First of all, looking at South for db migrations.
Then there is Fabric (like Ruby's Capistrano) for deployment. Not sure we would use this.
First of all, looking at South for db migrations.
Then there is Fabric (like Ruby's Capistrano) for deployment. Not sure we would use this.
For testing ruby (and ruby on rails) has cucumber and rspec, which seem to be pretty close to de-facto standards.
Note: you can't actually have an rspec-like app with python – this is just the way the language doesn't work like ruby. This is a good article about Ruby vs. Python which mentions
For Python/Django the situation seems to be a little more scattered, but I'm intending to use the following equivalents:
I'm also going to use hudson for continuous integration (here is a good description about how to get it running with django and nose).

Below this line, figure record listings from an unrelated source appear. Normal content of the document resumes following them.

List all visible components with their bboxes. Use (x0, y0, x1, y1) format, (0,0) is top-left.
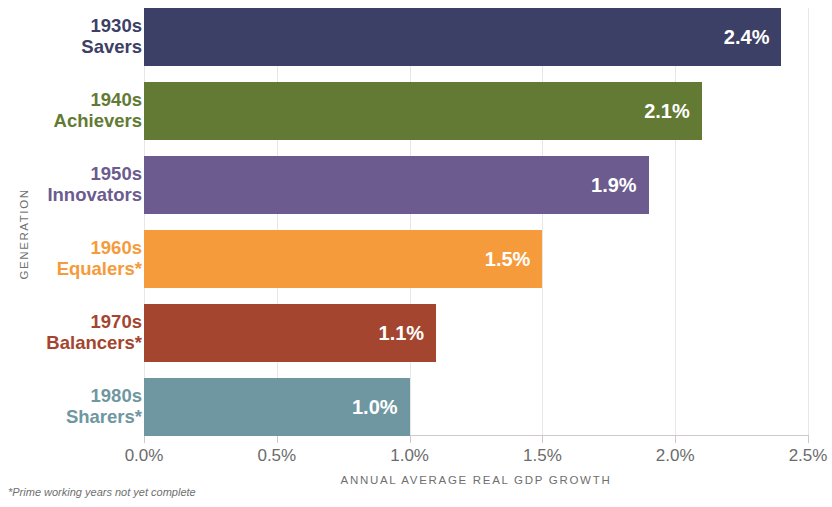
generation-label: 1950sInnovators (47, 164, 142, 205)
bar-row: 1970sBalancers*1.1% (0, 304, 832, 362)
x-axis-title: ANNUAL AVERAGE REAL GDP GROWTH (144, 474, 808, 486)
x-axis-tick (808, 436, 809, 443)
gridline (808, 8, 809, 436)
x-axis-tick-label: 0.5% (237, 446, 317, 466)
generation-decade: 1970s (46, 312, 142, 333)
generation-decade: 1930s (81, 16, 142, 37)
gdp-growth-by-generation-chart: GENERATION ANNUAL AVERAGE REAL GDP GROWT… (0, 0, 832, 507)
bar: 1.1% (144, 304, 436, 362)
bar-value-label: 1.9% (591, 174, 637, 197)
generation-cohort: Balancers* (46, 333, 142, 354)
bar-row: 1930sSavers2.4% (0, 8, 832, 66)
bar: 1.5% (144, 230, 542, 288)
gridline (410, 8, 411, 436)
generation-decade: 1940s (54, 90, 142, 111)
generation-cohort: Achievers (54, 111, 142, 132)
bar-row: 1960sEqualers*1.5% (0, 230, 832, 288)
gridline (144, 8, 145, 436)
gridline (675, 8, 676, 436)
bar-value-label: 1.0% (352, 396, 398, 419)
generation-decade: 1980s (66, 386, 142, 407)
x-axis-tick (542, 436, 543, 443)
generation-label: 1980sSharers* (66, 386, 142, 427)
bar-value-label: 2.4% (724, 26, 770, 49)
bar: 2.4% (144, 8, 781, 66)
generation-label: 1970sBalancers* (46, 312, 142, 353)
generation-cohort: Sharers* (66, 407, 142, 428)
generation-cohort: Equalers* (57, 259, 142, 280)
bar-value-label: 1.5% (485, 248, 531, 271)
x-axis-tick-label: 1.5% (502, 446, 582, 466)
bar-row: 1950sInnovators1.9% (0, 156, 832, 214)
footnote: *Prime working years not yet complete (8, 486, 196, 498)
generation-decade: 1960s (57, 238, 142, 259)
bar-row: 1980sSharers*1.0% (0, 378, 832, 436)
generation-label: 1930sSavers (81, 16, 142, 57)
generation-decade: 1950s (47, 164, 142, 185)
x-axis-tick (675, 436, 676, 443)
gridlines (144, 8, 808, 436)
generation-label: 1960sEqualers* (57, 238, 142, 279)
gridline (542, 8, 543, 436)
generation-cohort: Innovators (47, 185, 142, 206)
x-axis-tick-label: 1.0% (370, 446, 450, 466)
bar-value-label: 2.1% (644, 100, 690, 123)
x-axis-tick-label: 2.0% (635, 446, 715, 466)
bar-value-label: 1.1% (379, 322, 425, 345)
bar: 2.1% (144, 82, 702, 140)
x-axis-tick (144, 436, 145, 443)
generation-label: 1940sAchievers (54, 90, 142, 131)
x-axis-tick-label: 0.0% (104, 446, 184, 466)
bar: 1.9% (144, 156, 649, 214)
x-axis-tick (410, 436, 411, 443)
bar: 1.0% (144, 378, 410, 436)
x-axis-tick-label: 2.5% (768, 446, 832, 466)
x-axis-tick (277, 436, 278, 443)
generation-cohort: Savers (81, 37, 142, 58)
bar-row: 1940sAchievers2.1% (0, 82, 832, 140)
gridline (277, 8, 278, 436)
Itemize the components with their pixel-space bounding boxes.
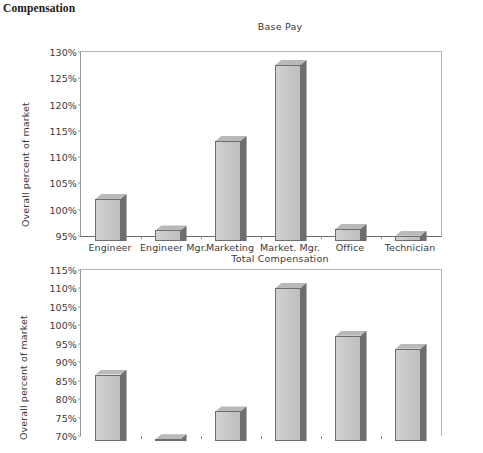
y-axis-tick-label: 110% bbox=[49, 283, 81, 294]
bar bbox=[335, 331, 366, 441]
y-axis-tick-mark bbox=[78, 270, 81, 271]
bar-top-edge bbox=[155, 230, 180, 231]
bar bbox=[275, 60, 306, 241]
y-axis-tick-mark bbox=[78, 52, 81, 53]
x-axis-tick-mark bbox=[321, 236, 322, 239]
plot-area-base-pay: 95%100%105%110%115%120%125%130% bbox=[80, 51, 442, 237]
y-axis-tick-mark bbox=[78, 325, 81, 326]
bar-top-edge bbox=[395, 236, 420, 237]
x-axis-tick-mark bbox=[261, 236, 262, 239]
bar-front-face bbox=[335, 336, 360, 441]
bar-top-edge bbox=[275, 65, 300, 66]
bar-front-face bbox=[215, 141, 240, 241]
y-axis-tick-label: 100% bbox=[49, 204, 81, 215]
y-axis-tick-label: 105% bbox=[49, 301, 81, 312]
bar-top-edge bbox=[275, 288, 300, 289]
y-axis-tick-mark bbox=[78, 157, 81, 158]
bar-top-edge bbox=[215, 411, 240, 412]
y-axis-tick-label: 120% bbox=[49, 99, 81, 110]
bar-top-edge bbox=[395, 349, 420, 350]
y-axis-tick-mark bbox=[78, 183, 81, 184]
bar-side-face bbox=[301, 60, 307, 241]
y-axis-tick-mark bbox=[78, 306, 81, 307]
bar-side-face bbox=[301, 283, 307, 441]
bar bbox=[395, 344, 426, 441]
y-axis-tick-label: 115% bbox=[49, 265, 81, 276]
y-axis-title-total-compensation: Overall percent of market bbox=[18, 315, 29, 440]
y-axis-tick-label: 110% bbox=[49, 152, 81, 163]
bar-front-face bbox=[155, 230, 180, 241]
x-axis-tick-mark bbox=[201, 436, 202, 439]
bar-side-face bbox=[121, 370, 127, 441]
chart-base-pay: Base Pay Overall percent of market 95%10… bbox=[0, 17, 483, 250]
y-axis-tick-mark bbox=[78, 78, 81, 79]
bar-front-face bbox=[395, 349, 420, 441]
bar-top-edge bbox=[155, 439, 180, 440]
y-axis-tick-label: 100% bbox=[49, 320, 81, 331]
bar-side-face bbox=[241, 136, 247, 241]
page-title: Compensation bbox=[0, 0, 483, 17]
x-axis-tick-mark bbox=[381, 236, 382, 239]
y-axis-tick-label: 115% bbox=[49, 125, 81, 136]
bar-top-edge bbox=[335, 336, 360, 337]
x-axis-tick-mark bbox=[381, 436, 382, 439]
bar-side-face bbox=[241, 406, 247, 441]
y-axis-tick-label: 105% bbox=[49, 178, 81, 189]
bar-side-face bbox=[121, 194, 127, 241]
bar bbox=[275, 283, 306, 441]
bar-front-face bbox=[215, 411, 240, 441]
x-axis-tick-mark bbox=[261, 436, 262, 439]
bar bbox=[335, 224, 366, 241]
y-axis-tick-mark bbox=[78, 417, 81, 418]
y-axis-tick-label: 130% bbox=[49, 47, 81, 58]
bar-side-face bbox=[421, 344, 427, 441]
x-axis-tick-mark bbox=[321, 436, 322, 439]
bar bbox=[215, 406, 246, 441]
y-axis-tick-mark bbox=[78, 288, 81, 289]
bar-top-edge bbox=[215, 141, 240, 142]
bar bbox=[155, 225, 186, 241]
bar-top-edge bbox=[95, 199, 120, 200]
bar-front-face bbox=[275, 288, 300, 441]
bar bbox=[95, 194, 126, 241]
x-axis-tick-mark bbox=[201, 236, 202, 239]
x-axis-tick-mark bbox=[141, 236, 142, 239]
y-axis-tick-mark bbox=[78, 399, 81, 400]
bar-side-face bbox=[361, 331, 367, 441]
bar-front-face bbox=[335, 229, 360, 241]
y-axis-tick-mark bbox=[78, 343, 81, 344]
chart-title-base-pay: Base Pay bbox=[80, 21, 480, 32]
bar-top-edge bbox=[335, 229, 360, 230]
y-axis-title-base-pay: Overall percent of market bbox=[20, 102, 31, 227]
y-axis-tick-mark bbox=[78, 380, 81, 381]
bar-top-edge bbox=[95, 375, 120, 376]
bar bbox=[215, 136, 246, 241]
y-axis-tick-label: 125% bbox=[49, 73, 81, 84]
x-axis-tick-mark bbox=[141, 436, 142, 439]
bar-front-face bbox=[95, 375, 120, 441]
chart-title-total-compensation: Total Compensation bbox=[80, 253, 480, 264]
y-axis-tick-mark bbox=[78, 362, 81, 363]
y-axis-tick-mark bbox=[78, 209, 81, 210]
y-axis-tick-mark bbox=[78, 104, 81, 105]
bar-front-face bbox=[275, 65, 300, 241]
bar-front-face bbox=[95, 199, 120, 241]
y-axis-tick-mark bbox=[78, 236, 81, 237]
bar bbox=[395, 231, 426, 241]
bar bbox=[155, 434, 186, 441]
y-axis-tick-mark bbox=[78, 130, 81, 131]
y-axis-tick-mark bbox=[78, 436, 81, 437]
bar bbox=[95, 370, 126, 441]
chart-total-compensation: Total Compensation Overall percent of ma… bbox=[0, 250, 483, 453]
plot-area-total-compensation: 70%75%80%85%90%95%100%105%110%115% bbox=[80, 269, 442, 436]
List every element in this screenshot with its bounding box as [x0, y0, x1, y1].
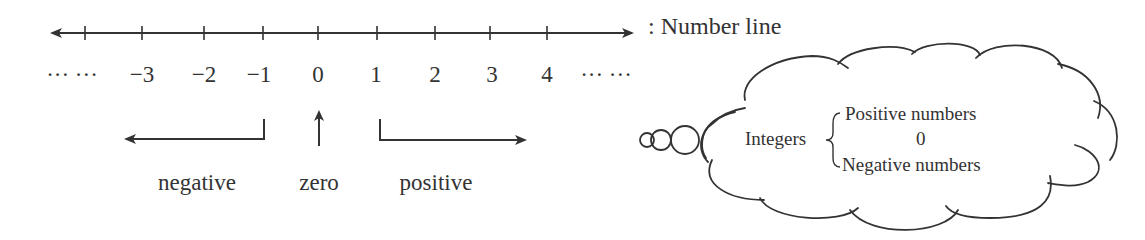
tick-label-neg1: −1: [247, 62, 271, 88]
number-line-axis: [52, 26, 632, 40]
tick-label-1: 1: [370, 62, 382, 88]
thought-bubble-circles: [640, 126, 699, 154]
right-ellipsis: ··· ···: [580, 62, 632, 88]
tick-label-4: 4: [541, 62, 553, 88]
tick-label-neg2: −2: [192, 62, 216, 88]
tick-label-3: 3: [486, 62, 498, 88]
negative-label: negative: [158, 170, 236, 196]
left-ellipsis: ··· ···: [46, 62, 98, 88]
negative-numbers-item: Negative numbers: [842, 154, 981, 176]
curly-brace: [826, 113, 840, 167]
tick-label-neg3: −3: [130, 62, 154, 88]
zero-arrow: [314, 110, 324, 146]
negative-arrow: [124, 119, 264, 144]
zero-item: 0: [916, 128, 926, 150]
tick-label-2: 2: [429, 62, 441, 88]
positive-label: positive: [400, 170, 473, 196]
tick-label-0: 0: [312, 62, 324, 88]
positive-numbers-item: Positive numbers: [845, 103, 976, 125]
positive-arrow: [380, 119, 527, 145]
integers-label: Integers: [745, 128, 806, 150]
number-line-title: : Number line: [648, 13, 781, 40]
zero-label: zero: [299, 170, 339, 196]
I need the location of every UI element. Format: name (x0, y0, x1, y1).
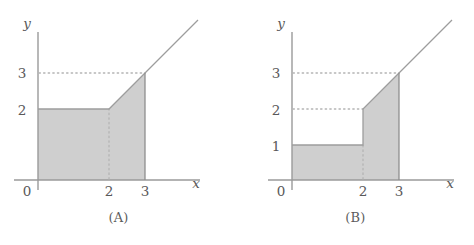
panel-caption-a: (A) (0, 210, 237, 225)
y-tick-label-3-a: 3 (18, 65, 27, 81)
x-tick-label-0-b: 0 (277, 183, 286, 199)
x-axis-label-a: x (192, 175, 200, 191)
x-tick-label-2-a: 2 (105, 183, 114, 199)
y-axis-label-b: y (276, 15, 285, 31)
x-axis-label-b: x (446, 175, 454, 191)
x-tick-label-3-a: 3 (141, 183, 150, 199)
y-tick-label-1-b: 1 (272, 138, 281, 154)
y-tick-label-2-a: 2 (18, 102, 27, 118)
function-curve-a (38, 20, 198, 109)
x-tick-label-3-b: 3 (395, 183, 404, 199)
panel-b-plot: 3 2 1 0 2 3 x y (237, 0, 474, 210)
figure-root: 3 2 0 2 3 x y (A) (0, 0, 474, 245)
panel-b: 3 2 1 0 2 3 x y (B) (237, 0, 474, 245)
x-tick-label-2-b: 2 (359, 183, 368, 199)
y-tick-label-2-b: 2 (272, 102, 281, 118)
panel-a: 3 2 0 2 3 x y (A) (0, 0, 237, 245)
x-tick-label-0-a: 0 (23, 183, 32, 199)
y-tick-label-3-b: 3 (272, 65, 281, 81)
panel-a-plot: 3 2 0 2 3 x y (0, 0, 237, 210)
panel-caption-b: (B) (237, 210, 474, 225)
y-axis-label-a: y (22, 15, 31, 31)
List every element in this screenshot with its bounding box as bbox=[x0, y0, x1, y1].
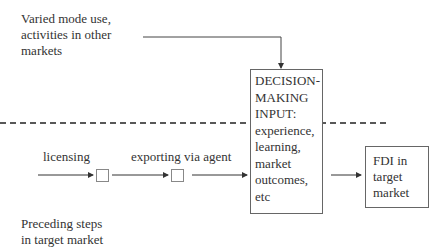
decision-making-input-box: DECISION- MAKING INPUT: experience, lear… bbox=[250, 69, 323, 214]
preceding-steps-label: Preceding steps in target market bbox=[21, 216, 103, 248]
fdi-label: FDI in target market bbox=[373, 153, 428, 201]
exporting-step-node bbox=[171, 169, 184, 182]
fdi-box: FDI in target market bbox=[365, 146, 429, 208]
decision-making-input-label: DECISION- MAKING INPUT: experience, lear… bbox=[255, 73, 322, 205]
exporting-label: exporting via agent bbox=[131, 149, 231, 165]
licensing-label: licensing bbox=[43, 149, 90, 165]
other-markets-label: Varied mode use, activities in other mar… bbox=[21, 11, 111, 59]
licensing-step-node bbox=[96, 169, 109, 182]
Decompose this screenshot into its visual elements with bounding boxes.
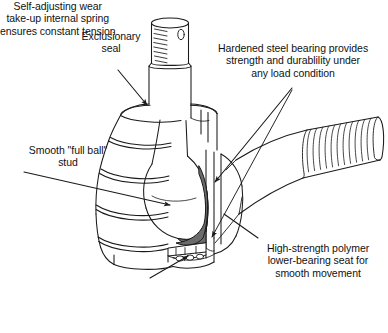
leader-full-ball-stud <box>24 172 170 205</box>
ball-stud-part <box>144 120 208 239</box>
leader-exclusionary-seal <box>118 70 147 105</box>
leader-hardened-bearing-lower <box>212 90 292 237</box>
ball-joint-diagram: Exclusionary seal Hardened steel bearing… <box>0 0 388 333</box>
hardened-steel-bearing-part <box>176 166 208 246</box>
leader-internal-spring <box>150 256 188 278</box>
leader-hardened-bearing-upper <box>215 88 292 182</box>
callout-full-ball-stud: Smooth "full ball" stud <box>2 144 134 169</box>
callout-polymer-lower-bearing-seat: High-strength polymer lower-bearing seat… <box>250 242 386 279</box>
callout-internal-spring: Self-adjusting wear take-up internal spr… <box>0 0 116 37</box>
callout-hardened-steel-bearing: Hardened steel bearing provides strength… <box>199 42 387 79</box>
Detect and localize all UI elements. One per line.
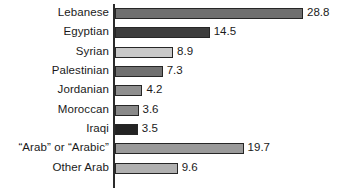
bar-value-label: 3.5 (142, 122, 158, 135)
category-label: Syrian (0, 45, 109, 58)
category-label: Jordanian (0, 83, 109, 96)
bar-row: Palestinian7.3 (0, 64, 341, 83)
bar (115, 124, 138, 135)
bar-value-label: 9.6 (182, 161, 198, 174)
bar (115, 8, 303, 19)
category-label: Egyptian (0, 25, 109, 38)
bar-chart: Lebanese28.8Egyptian14.5Syrian8.9Palesti… (0, 0, 341, 192)
bar-value-label: 3.6 (143, 103, 159, 116)
bar-value-label: 14.5 (214, 25, 236, 38)
bar-row: Moroccan3.6 (0, 103, 341, 122)
bar (115, 105, 139, 116)
plot-area: Lebanese28.8Egyptian14.5Syrian8.9Palesti… (0, 0, 341, 192)
bar-value-label: 4.2 (146, 83, 162, 96)
bar-value-label: 19.7 (248, 141, 270, 154)
bar (115, 47, 173, 58)
bar-row: Lebanese28.8 (0, 6, 341, 25)
bar-row: Other Arab9.6 (0, 161, 341, 180)
category-label: Moroccan (0, 103, 109, 116)
bar-row: Jordanian4.2 (0, 83, 341, 102)
bar (115, 66, 163, 77)
bar (115, 143, 244, 154)
category-label: Other Arab (0, 161, 109, 174)
bar (115, 27, 210, 38)
category-label: Lebanese (0, 6, 109, 19)
bar-value-label: 8.9 (177, 45, 193, 58)
bar-value-label: 28.8 (307, 6, 329, 19)
bar-row: Syrian8.9 (0, 45, 341, 64)
bar-row: “Arab” or “Arabic”19.7 (0, 141, 341, 160)
bar-row: Egyptian14.5 (0, 25, 341, 44)
bar (115, 163, 178, 174)
category-label: Iraqi (0, 122, 109, 135)
bar (115, 85, 142, 96)
bar-value-label: 7.3 (167, 64, 183, 77)
category-label: Palestinian (0, 64, 109, 77)
bar-row: Iraqi3.5 (0, 122, 341, 141)
category-label: “Arab” or “Arabic” (0, 141, 109, 154)
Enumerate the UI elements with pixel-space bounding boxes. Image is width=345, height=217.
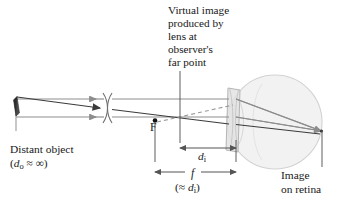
di-subscript: i <box>204 154 206 164</box>
diverging-eyeglass-lens <box>226 88 240 152</box>
do-value: ∞ <box>36 157 44 169</box>
retina-line-2: on retina <box>281 182 345 196</box>
caption-line-5: far point <box>168 56 266 69</box>
retina-line-1: Image <box>281 168 345 182</box>
do-subscript: o <box>20 161 24 171</box>
do-relation: ≈ <box>27 157 33 169</box>
caption-line-4: observer's <box>168 43 266 56</box>
focal-point-label: F <box>150 121 156 134</box>
distant-object-title: Distant object <box>10 142 130 156</box>
figure-canvas: Virtual image produced by lens at observ… <box>0 0 345 217</box>
distant-object-arrow <box>14 97 20 132</box>
eyeball-sphere <box>227 75 322 169</box>
incoming-parallel-rays-right <box>112 99 229 117</box>
distant-object-label: Distant object (do ≈ ∞) <box>10 142 130 173</box>
distant-object-expression: (do ≈ ∞) <box>10 156 130 173</box>
caption-line-3: lens at <box>168 30 266 43</box>
focal-length-note: (≈ di) <box>175 181 200 195</box>
image-distance-label: di <box>198 150 206 164</box>
axis-break-symbol <box>103 93 112 123</box>
fnote-relation: ≈ <box>179 181 185 193</box>
focal-length-label: f <box>191 167 194 180</box>
image-on-retina-label: Image on retina <box>281 168 345 196</box>
image-point-on-retina <box>320 129 323 132</box>
fnote-subscript: i <box>194 185 196 195</box>
incoming-parallel-rays-left <box>16 99 104 117</box>
virtual-image-caption: Virtual image produced by lens at observ… <box>168 4 266 69</box>
caption-line-2: produced by <box>168 17 266 30</box>
caption-line-1: Virtual image <box>168 4 266 17</box>
dimension-line-f <box>155 165 236 179</box>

By the way I installed pip for installing python packages and I've started using it instead of easy_install.
Note: you can't actually have an rspec-like app with python – this is just the way the language doesn't work like ruby. This is a good article about Ruby vs. Python which mentions
For Python/Django the situation seems to be a little more scattered, but I'm intending to use the following equivalents:
- pyccuracy (there is also lettuce) for cucumber
- nose (extension of python's unittest) for (a sort of replacement for) rspec
- The django-nose plugin for using nose when running django tests
- The nose-xcover for using nose with hudson
I'm also going to use hudson for continuous integration (here is a good description about how to get it running with django and nose).
By the way I installed pip for installing python packages and I've started using it instead of easy_install.